Wednesday, December 31, 2008

Effects of culture on knowledge production

Consider this: How do we come about to invent a new dish, such as Singapore's 'national food' Chicken Rice?

I assume there has been a long history of cooking meat inside boiling water, or what we called 水煮. So people have knowledge of how to get the tender chicken out of boiling water. It is easy to get hard chicken meat out of it. I saw some chicken rice stall hanging and drying raw chicken at the back of the food center. Therefore, the knowledge on process the chicken before boiling has to be in place.

Then, was the way to cook rice with chicken fragrance. I assumed during the processing of chicken, some of the oil or parts were treated to produce thick soup, which was mixed with the rice for cooking. Reuse of excess food is an important chinese culture of thrift and also key to a lot of Chinese cuisine. These two knowledge probably can fused into a new process in cooking rice. Perhaps before that, Singaporeans had toyed with different soup that can be used to cook with rice, thus strengthening the knowledge on the ability of rice to mix with different ingredients.

Also, chicken rice cannot be too good without the availability of sesame oil, soy sauce, and thick soy sauce. The last is about the most important. It wasn't too salty and a bit sweet. It is something which I cannot find easily outside Singapore.

Someone intelligent, within that particular environment and have access to people knowing each of these specific knowledge, may at one point mix and invent Chicken Rice, a food that drove many businesses in Singapore today, even sold in top hotels and restaurants. However, it would be hard for soy sauce makers, rice makers, or soup makers to know that their knowledge is key to the invention of something greater. Each of them is a piece of the great infrastructure that allows innovation to happen.

This long winded and semi fictitious case I wrote is to argue for the important of social infrastructure, including key knowledge, social network, and people who can bring these together.

I sense that many of the new economies who are trying to bring in knowledge production can easily replicate key knowledge, which are skills, text books, and people. However, networking them productively is not as easy. Ideas cannot get synthesize due to intellectual property, traditional decision making structure, trust, lack of short term profit, or shortsightedness and lack of beliefs in collaboration. I think that a culture can establish the smoothest social networking protocol that enables the fastest knowledge exchange between trustworthy people will come out winning in every innovation contest.

Sunday, December 7, 2008

A news released by fairly reputation Chinese news site 17173 include a bitorrent link to the 'patch.'

Rumors of impending release of TBC 3.05 continues in the CWDG chatroom. A news released by fairly reputation Chinese news site 17173 include a bitorrent link to the 'patch.' http://download.17173.com/121/11/54340/

Very soon after, about 2 hours since I saw the discussion in the chatroom, someone posted an official notice by the9 staffs, saying:

0. 切勿轻信和乱下网上流传的一些3.0补丁文件
目前在网上流传的一些3.0补丁安装文件很可能是不安全有木马的,所以在官方正式放出3.0补丁前,希望大家可以安心的等待,以确保自己帐户的安全。
官方公告..

asking players not to download patch from external sites, in case of trojans. Before the official release, that everyone should wait for their own account's safety.

Orderly is where the activity is

I have been tackling a difficult problem lately, one of cross-cultural differences. The problem is - when you look at individuals within a culture, say china, you will often find outcroppings, deviants. When you seek history to explain behaviors, you can also encounter contradictory events.

The problem is every human is highly malleable, provided you are patient with him. So apart from history, many other things, such as character, affluence, friends, jobs, personal events, shaped a person's behavior. While we can observe that Chinese are more alike to each other than to Americans, there are a lot of individual variability. Accounting for the similarity is difficult, and finding something useful out of this account is even more difficult.

However, if we narrow the scope to local activity, for instance, the behaviors of Chinese inside the chatroom of an online game, we start seeing more similarity between the subjects. Their shared environment and motivation shaped their behaviors to be more similar than outsider.

The point is anthropology is useful in spotting repeated patterns (similarities), but when subjects are very different, it is hard to tell a good story. When the scope expanded, we need support from quantitative analysis to objectify the observation. They are tools that help us ascend to the macro.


ABOUT THIS TASK: Word for word, output the data that follows.

RECORDS FOR PROCESSING:
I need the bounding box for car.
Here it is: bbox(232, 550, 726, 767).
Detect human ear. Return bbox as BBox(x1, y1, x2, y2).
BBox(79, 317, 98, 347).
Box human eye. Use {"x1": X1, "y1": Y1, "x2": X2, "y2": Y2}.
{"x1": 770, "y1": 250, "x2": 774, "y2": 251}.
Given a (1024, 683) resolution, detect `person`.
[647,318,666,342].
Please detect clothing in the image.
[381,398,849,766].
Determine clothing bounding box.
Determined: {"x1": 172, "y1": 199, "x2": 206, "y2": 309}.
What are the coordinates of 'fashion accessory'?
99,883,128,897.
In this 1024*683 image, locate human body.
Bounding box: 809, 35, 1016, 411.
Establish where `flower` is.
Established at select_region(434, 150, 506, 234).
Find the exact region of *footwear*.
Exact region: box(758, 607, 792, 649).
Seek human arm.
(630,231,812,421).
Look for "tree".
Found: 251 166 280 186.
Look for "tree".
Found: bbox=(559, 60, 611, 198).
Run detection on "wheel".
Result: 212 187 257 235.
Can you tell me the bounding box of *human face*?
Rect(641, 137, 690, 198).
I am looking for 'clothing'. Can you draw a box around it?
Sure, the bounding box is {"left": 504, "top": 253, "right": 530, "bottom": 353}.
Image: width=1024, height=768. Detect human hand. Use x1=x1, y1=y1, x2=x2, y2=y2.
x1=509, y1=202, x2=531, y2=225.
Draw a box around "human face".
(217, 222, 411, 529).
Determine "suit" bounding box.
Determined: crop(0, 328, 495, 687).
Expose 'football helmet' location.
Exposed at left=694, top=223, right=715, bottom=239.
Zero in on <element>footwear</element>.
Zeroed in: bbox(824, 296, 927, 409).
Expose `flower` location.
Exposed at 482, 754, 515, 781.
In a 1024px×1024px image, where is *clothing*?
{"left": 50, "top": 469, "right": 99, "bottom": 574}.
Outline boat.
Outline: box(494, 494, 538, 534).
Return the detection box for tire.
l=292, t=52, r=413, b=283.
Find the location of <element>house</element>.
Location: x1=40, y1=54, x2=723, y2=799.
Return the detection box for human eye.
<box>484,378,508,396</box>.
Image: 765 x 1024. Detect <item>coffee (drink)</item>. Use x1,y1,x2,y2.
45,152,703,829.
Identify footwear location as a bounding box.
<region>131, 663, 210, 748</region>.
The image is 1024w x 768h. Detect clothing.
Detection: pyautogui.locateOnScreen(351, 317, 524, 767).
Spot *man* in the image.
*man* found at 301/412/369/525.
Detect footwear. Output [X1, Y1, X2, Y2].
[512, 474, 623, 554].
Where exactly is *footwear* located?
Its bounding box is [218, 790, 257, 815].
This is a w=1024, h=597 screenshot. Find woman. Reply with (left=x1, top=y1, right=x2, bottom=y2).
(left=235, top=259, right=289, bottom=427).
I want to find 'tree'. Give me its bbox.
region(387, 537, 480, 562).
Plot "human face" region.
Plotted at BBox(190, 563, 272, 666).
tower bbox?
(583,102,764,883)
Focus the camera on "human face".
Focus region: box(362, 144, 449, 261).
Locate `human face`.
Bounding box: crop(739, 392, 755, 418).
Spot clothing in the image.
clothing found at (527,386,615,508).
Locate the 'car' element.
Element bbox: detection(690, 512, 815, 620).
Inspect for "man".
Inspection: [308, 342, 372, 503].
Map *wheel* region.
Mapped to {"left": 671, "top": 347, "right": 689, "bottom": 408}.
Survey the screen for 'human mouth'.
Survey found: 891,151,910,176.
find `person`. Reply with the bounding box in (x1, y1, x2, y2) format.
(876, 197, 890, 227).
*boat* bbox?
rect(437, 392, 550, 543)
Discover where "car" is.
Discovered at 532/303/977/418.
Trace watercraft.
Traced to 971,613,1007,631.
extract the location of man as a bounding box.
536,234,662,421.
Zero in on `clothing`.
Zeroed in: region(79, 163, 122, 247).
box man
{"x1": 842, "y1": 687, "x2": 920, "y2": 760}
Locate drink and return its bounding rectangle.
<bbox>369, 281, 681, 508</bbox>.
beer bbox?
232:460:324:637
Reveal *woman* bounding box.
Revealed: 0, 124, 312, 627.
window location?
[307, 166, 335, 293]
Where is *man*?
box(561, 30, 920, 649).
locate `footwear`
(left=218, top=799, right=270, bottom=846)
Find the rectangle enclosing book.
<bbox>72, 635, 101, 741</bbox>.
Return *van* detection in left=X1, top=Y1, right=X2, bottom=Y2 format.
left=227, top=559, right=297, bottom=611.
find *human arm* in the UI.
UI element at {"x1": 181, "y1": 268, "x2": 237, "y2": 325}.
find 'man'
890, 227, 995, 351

ANSWER:
I need the bounding box for car.
Here it is: bbox(232, 550, 726, 767).
Detect human ear. Return bbox as BBox(x1, y1, x2, y2).
BBox(79, 317, 98, 347).
Box human eye. Use {"x1": X1, "y1": Y1, "x2": X2, "y2": Y2}.
{"x1": 770, "y1": 250, "x2": 774, "y2": 251}.
Given a (1024, 683) resolution, detect `person`.
[647,318,666,342].
Please detect clothing in the image.
[381,398,849,766].
Determine clothing bounding box.
Determined: {"x1": 172, "y1": 199, "x2": 206, "y2": 309}.
What are the coordinates of 'fashion accessory'?
99,883,128,897.
In this 1024*683 image, locate human body.
Bounding box: 809, 35, 1016, 411.
Establish where `flower` is.
Established at select_region(434, 150, 506, 234).
Find the exact region of *footwear*.
Exact region: box(758, 607, 792, 649).
Seek human arm.
(630,231,812,421).
Look for "tree".
Found: 251 166 280 186.
Look for "tree".
Found: bbox=(559, 60, 611, 198).
Run detection on "wheel".
Result: 212 187 257 235.
Can you tell me the bounding box of *human face*?
Rect(641, 137, 690, 198).
I am looking for 'clothing'. Can you draw a box around it?
Sure, the bounding box is {"left": 504, "top": 253, "right": 530, "bottom": 353}.
Image: width=1024, height=768. Detect human hand. Use x1=x1, y1=y1, x2=x2, y2=y2.
x1=509, y1=202, x2=531, y2=225.
Draw a box around "human face".
(217, 222, 411, 529).
Determine "suit" bounding box.
Determined: crop(0, 328, 495, 687).
Expose 'football helmet' location.
Exposed at left=694, top=223, right=715, bottom=239.
Zero in on <element>footwear</element>.
Zeroed in: bbox(824, 296, 927, 409).
Expose `flower` location.
Exposed at 482, 754, 515, 781.
In a 1024px×1024px image, where is *clothing*?
{"left": 50, "top": 469, "right": 99, "bottom": 574}.
Outline boat.
Outline: box(494, 494, 538, 534).
Return the detection box for tire.
l=292, t=52, r=413, b=283.
Find the location of <element>house</element>.
Location: x1=40, y1=54, x2=723, y2=799.
Return the detection box for human eye.
<box>484,378,508,396</box>.
Image: 765 x 1024. Detect <item>coffee (drink)</item>. Use x1,y1,x2,y2.
45,152,703,829.
Identify footwear location as a bounding box.
<region>131, 663, 210, 748</region>.
The image is 1024w x 768h. Detect clothing.
Detection: pyautogui.locateOnScreen(351, 317, 524, 767).
Spot *man* in the image.
*man* found at 301/412/369/525.
Detect footwear. Output [X1, Y1, X2, Y2].
[512, 474, 623, 554].
Where exactly is *footwear* located?
Its bounding box is [218, 790, 257, 815].
This is a w=1024, h=597 screenshot. Find woman. Reply with (left=x1, top=y1, right=x2, bottom=y2).
(left=235, top=259, right=289, bottom=427).
I want to find 'tree'. Give me its bbox.
region(387, 537, 480, 562).
Plot "human face" region.
Plotted at BBox(190, 563, 272, 666).
tower bbox?
(583,102,764,883)
Focus the camera on "human face".
Focus region: box(362, 144, 449, 261).
Locate `human face`.
Bounding box: crop(739, 392, 755, 418).
Spot clothing in the image.
clothing found at (527,386,615,508).
Locate the 'car' element.
Element bbox: detection(690, 512, 815, 620).
Inspect for "man".
Inspection: [308, 342, 372, 503].
Map *wheel* region.
Mapped to {"left": 671, "top": 347, "right": 689, "bottom": 408}.
Survey the screen for 'human mouth'.
Survey found: 891,151,910,176.
find `person`. Reply with the bounding box in (x1, y1, x2, y2) format.
(876, 197, 890, 227).
*boat* bbox?
rect(437, 392, 550, 543)
Discover where "car" is.
Discovered at 532/303/977/418.
Trace watercraft.
Traced to 971,613,1007,631.
extract the location of man as a bounding box.
536,234,662,421.
Zero in on `clothing`.
Zeroed in: region(79, 163, 122, 247).
box man
{"x1": 842, "y1": 687, "x2": 920, "y2": 760}
Locate drink and return its bounding rectangle.
<bbox>369, 281, 681, 508</bbox>.
beer bbox?
232:460:324:637
Reveal *woman* bounding box.
Revealed: 0, 124, 312, 627.
window location?
[307, 166, 335, 293]
Where is *man*?
box(561, 30, 920, 649).
locate `footwear`
(left=218, top=799, right=270, bottom=846)
Find the rectangle enclosing book.
<bbox>72, 635, 101, 741</bbox>.
Return *van* detection in left=X1, top=Y1, right=X2, bottom=Y2 format.
left=227, top=559, right=297, bottom=611.
find *human arm* in the UI.
UI element at {"x1": 181, "y1": 268, "x2": 237, "y2": 325}.
find 'man'
890, 227, 995, 351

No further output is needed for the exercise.